Telling the truth; making me laugh

... I picked up Daily Afflictions as an afterthought, expecting it to be a relatively trite satire of self-help books. But as I read it, I laughed. And then I bought it. And then I bought another one.The book sits by my bed and has, on occasion, helped me to get out of it--I have lost track of the times I've read particular passages (one of my favorites is the tragedy of commitment: "the future is full of possibilities that I must shoot in the head"). And what was originally just amusing is now actually inspirational. Daily Afflictions is a synthesis of philosophies I find persuasive, particularly existentialism, and it encourages me to plunge into things without fear of failure and wallow around in the hopelessness of it all.Sound cheerful?Boyd begins with an Oscar Wilde quote I enjoy and he seems to take to heart: "If you are going to tell people the truth, you had better make them laugh or they will kill you."Boyd both makes me laugh and tells the truth--what more can you ask for?
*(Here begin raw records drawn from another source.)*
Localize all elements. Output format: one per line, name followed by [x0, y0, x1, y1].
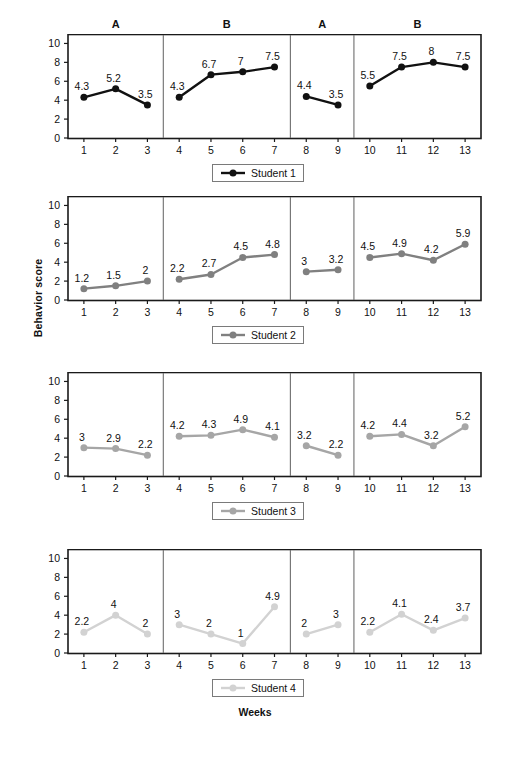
x-tick-label: 13 — [459, 482, 471, 494]
x-tick-label: 11 — [396, 144, 407, 156]
x-tick-label: 7 — [272, 306, 278, 318]
y-tick-label: 0 — [54, 132, 60, 144]
data-point-label: 4.9 — [233, 413, 248, 425]
y-tick-label: 6 — [54, 75, 60, 87]
legend-2[interactable]: Student 2 — [212, 326, 304, 344]
plot-area-4: 0246810123456789101112132.2423214.9232.2… — [0, 549, 510, 681]
series-line-phase-2 — [179, 67, 274, 97]
y-tick-label: 2 — [54, 275, 60, 287]
plot-wrapper-2: 0246810123456789101112131.21.522.22.74.5… — [0, 196, 510, 328]
x-tick-label: 3 — [145, 144, 151, 156]
data-point — [271, 434, 278, 441]
data-point — [176, 276, 183, 283]
data-point — [144, 278, 151, 285]
data-point-label: 5.5 — [361, 69, 376, 81]
x-tick-label: 8 — [303, 482, 309, 494]
data-point-label: 4.8 — [265, 238, 280, 250]
data-point — [80, 629, 87, 636]
y-tick-label: 4 — [54, 609, 60, 621]
data-point — [271, 64, 278, 71]
x-tick-label: 2 — [113, 482, 119, 494]
data-point-label: 3 — [333, 608, 339, 620]
y-tick-label: 6 — [54, 413, 60, 425]
legend-marker — [220, 168, 246, 178]
data-point-label: 4.1 — [265, 420, 280, 432]
data-point — [176, 94, 183, 101]
legend-label: Student 1 — [251, 168, 296, 179]
data-point — [462, 423, 469, 430]
x-tick-label: 6 — [240, 659, 246, 671]
data-point — [239, 640, 246, 647]
data-point-label: 4.5 — [361, 240, 376, 252]
plot-area-2: 0246810123456789101112131.21.522.22.74.5… — [0, 196, 510, 328]
x-tick-label: 2 — [113, 144, 119, 156]
data-point — [398, 250, 405, 257]
data-point-label: 4.3 — [202, 418, 217, 430]
data-point — [239, 426, 246, 433]
data-point-label: 4.5 — [233, 240, 248, 252]
data-point — [176, 621, 183, 628]
data-point-label: 3.2 — [297, 429, 312, 441]
x-tick-label: 13 — [459, 306, 471, 318]
x-tick-label: 10 — [364, 144, 376, 156]
data-point — [366, 629, 373, 636]
x-tick-label: 7 — [272, 659, 278, 671]
data-point-label: 3 — [79, 431, 85, 443]
y-tick-label: 10 — [48, 552, 60, 564]
data-point — [462, 241, 469, 248]
data-point — [239, 254, 246, 261]
data-point — [335, 101, 342, 108]
legend-4[interactable]: Student 4 — [212, 679, 304, 697]
plot-area-3: 02468101234567891011121332.92.24.24.34.9… — [0, 372, 510, 504]
x-tick-label: 10 — [364, 306, 376, 318]
data-point-label: 3.5 — [329, 88, 344, 100]
series-line-phase-4 — [370, 614, 465, 632]
series-line-phase-3 — [306, 625, 338, 634]
x-tick-label: 4 — [176, 482, 182, 494]
x-tick-label: 13 — [459, 659, 471, 671]
data-point-label: 4.1 — [392, 597, 407, 609]
data-point-label: 2 — [206, 617, 212, 629]
data-point — [80, 285, 87, 292]
y-tick-label: 8 — [54, 394, 60, 406]
data-point-label: 4.2 — [170, 419, 185, 431]
legend-1[interactable]: Student 1 — [212, 164, 304, 182]
x-tick-label: 12 — [428, 144, 440, 156]
data-point-label: 5.2 — [106, 72, 121, 84]
phase-label-row: ABAB — [0, 18, 510, 34]
x-tick-label: 6 — [240, 306, 246, 318]
x-tick-label: 4 — [176, 306, 182, 318]
data-point-label: 2.2 — [170, 262, 185, 274]
data-point-label: 3 — [301, 255, 307, 267]
data-point — [144, 452, 151, 459]
x-tick-label: 5 — [208, 144, 214, 156]
data-point — [80, 444, 87, 451]
data-point-label: 3.5 — [138, 88, 153, 100]
y-tick-label: 8 — [54, 218, 60, 230]
data-point-label: 3.2 — [424, 429, 439, 441]
plot-wrapper-3: 02468101234567891011121332.92.24.24.34.9… — [0, 372, 510, 504]
data-point-label: 4.9 — [265, 590, 280, 602]
data-point — [335, 621, 342, 628]
data-point-label: 4.3 — [170, 80, 185, 92]
data-point-label: 2.7 — [202, 257, 217, 269]
data-point-label: 1.5 — [106, 269, 121, 281]
legend-3[interactable]: Student 3 — [212, 502, 304, 520]
data-point-label: 4.3 — [75, 80, 90, 92]
x-tick-label: 5 — [208, 659, 214, 671]
x-tick-label: 13 — [459, 144, 471, 156]
data-point — [207, 271, 214, 278]
series-line-phase-4 — [370, 244, 465, 260]
x-tick-label: 3 — [145, 482, 151, 494]
x-tick-label: 3 — [145, 306, 151, 318]
series-line-phase-3 — [306, 270, 338, 272]
y-tick-label: 6 — [54, 237, 60, 249]
data-point-label: 2.2 — [75, 615, 90, 627]
legend-label: Student 2 — [251, 330, 296, 341]
data-point — [303, 93, 310, 100]
data-point — [303, 442, 310, 449]
y-tick-label: 0 — [54, 470, 60, 482]
y-tick-label: 4 — [54, 94, 60, 106]
data-point — [303, 631, 310, 638]
x-tick-label: 5 — [208, 306, 214, 318]
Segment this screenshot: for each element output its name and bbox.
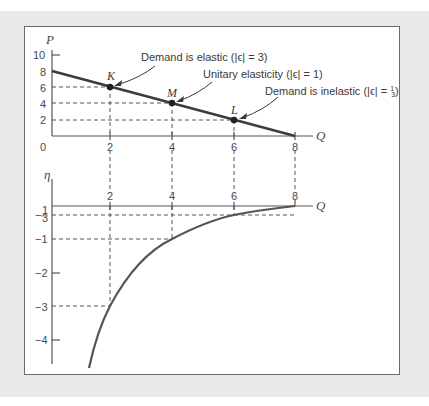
- eta-tick-minus-third: − 1 3: [35, 204, 48, 224]
- p-tick-10: 10: [33, 49, 45, 61]
- point-k-label: K: [106, 69, 116, 83]
- eta-tick-minus-4: −4: [35, 334, 48, 346]
- point-l: [231, 117, 238, 124]
- annotation-inelastic: Demand is inelastic (|ϵ| = 13): [265, 85, 399, 98]
- elasticity-figure: P Q 10 8 6 4 2 0 2 4 6 8 K M L Demand is…: [0, 0, 429, 406]
- point-k: [107, 84, 114, 91]
- svg-text:3: 3: [42, 212, 48, 224]
- p-tick-2: 2: [40, 114, 46, 126]
- p-axis-label: P: [45, 32, 54, 47]
- q-tick-2-lower: 2: [107, 190, 113, 202]
- point-m: [169, 100, 176, 107]
- arrow-elastic: [117, 66, 155, 85]
- upper-plot: P Q 10 8 6 4 2 0 2 4 6 8 K M L Demand is…: [33, 32, 399, 193]
- q-tick-6-upper: 6: [231, 141, 237, 153]
- eta-tick-minus-2: −2: [35, 267, 48, 279]
- lower-plot: η Q 2 4 6 8 − 1 3 −1 −2 −3 −4: [35, 167, 326, 368]
- annotation-elastic: Demand is elastic (|ϵ| = 3): [141, 51, 267, 63]
- lower-axes: [52, 179, 313, 364]
- eta-axis-label: η: [44, 167, 50, 182]
- q-tick-6-lower: 6: [231, 190, 237, 202]
- lower-guides: [52, 206, 295, 306]
- q-axis-label-lower: Q: [316, 198, 326, 213]
- q-axis-label-upper: Q: [316, 128, 326, 143]
- p-tick-4: 4: [40, 98, 46, 110]
- origin-label: 0: [40, 141, 46, 153]
- q-tick-4-upper: 4: [169, 141, 175, 153]
- p-tick-6: 6: [40, 82, 46, 94]
- elasticity-curve: [89, 206, 295, 368]
- eta-tick-minus-1: −1: [35, 233, 48, 245]
- eta-tick-minus-3: −3: [35, 301, 48, 313]
- q-tick-8-lower: 8: [292, 190, 298, 202]
- q-tick-4-lower: 4: [169, 190, 175, 202]
- svg-text:−: −: [35, 209, 41, 221]
- arrow-heads: [114, 80, 247, 119]
- q-tick-2-upper: 2: [107, 141, 113, 153]
- arrow-inelastic: [242, 97, 278, 118]
- annotation-unitary: Unitary elasticity (|ϵ| = 1): [203, 68, 323, 80]
- point-m-label: M: [166, 86, 178, 100]
- arrow-unitary: [179, 82, 212, 101]
- q-tick-8-upper: 8: [292, 141, 298, 153]
- p-tick-8: 8: [40, 66, 46, 78]
- point-l-label: L: [230, 103, 238, 117]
Ammonium Nitrate for the Soul

Hey, that Anthony Lappe guy *really* likes Boyd's book. But I concur with him wholeheartedly, four times over. I once saw Boyd go head-to-head with Deepak Chopra in a sweaty, no-holds-barred round of quantum mysticism and when the ectoplasm cleared, Chopra's Giant Within looked like a whimpering Inner Child. Not pretty. But don't take *my* word for it; take *MY* word for it, from the backcover blurb I wrote for this brain-wrenching blend of agape and schadenfreude:Today is the First Day of the Rest of Your Life. Unless, of course, it's your *last*, in which case this little book is all that stands between you and the yawning maw of endless night. Brother Boyd preaches the gospel of being *in* nothingness---facing, and embracing, the brutal truth that the Cosmic Web of Interconnectedness is Zoloft for bliss ninnies, that we are motes in the unblinking eye of a godless cosmos. Forget New Age gruel like Chicken Soup For The Soul; Daily Afflictions is *ammonium nitrate* for the soul, calculated to reduce your most comforting self-delusions to scattered atoms. A Stuart Smalley for people who live their lives inside quotation marks, Brother Boyd teaches us to work through our irony, turning irony about irony into sincerity, even profundity. And I mean that from the bottom of my heart.

Angry, Morbid Inspiration

I just got the book this weekend and read it from front to back in a feverish 4 am session. Boyd somehow combines the ideas of Nietzsche, Buddha, Camus, Gandhi and Lenny Bruce into a paradoxically coherent worldview that sums up everything I feel and think about politics, sex, drugs, love and hope. "Daily Afflictions" is often angry, morbid, and bleak - and it is the most inspirational thing I have read in years. The book is the perfect holiday gift for the conflicted, hyper-sensitive worldchanger on your list.

An affliction you want to be stricken with

You want to buy this book. No, actually, you want to buy 30 copies of this book, and you want to wrap them up in recycled wrapping paper, and you want to give them all your friends. Why? Because Brother Void understands you. And he understands your friends. (And he understands why your friends haven't been returning your calls.) He groks the essential nature of your artistic passion, he understands your ambivalence, and he clearly gets your misguided attempts at finding true love. Not only does Brother Void understand you -- he understands Nietzsche (and he knows how to spell Nietzsche too.) Daily Afflictions is an incredibly insightful, funny, intelligent, and meditative take on mortality, love, work, failure, politics, life in American society, and the 21st century self. It's a small, beautiful book which can be read and re-read. It's perfect for the bus, for the beach house, for the bathroom, or for the bartender (who should probably memorize pages 37 to 43.) There is not a wasted page in this work - it's a perfectly-crafted read from the introduction to the index.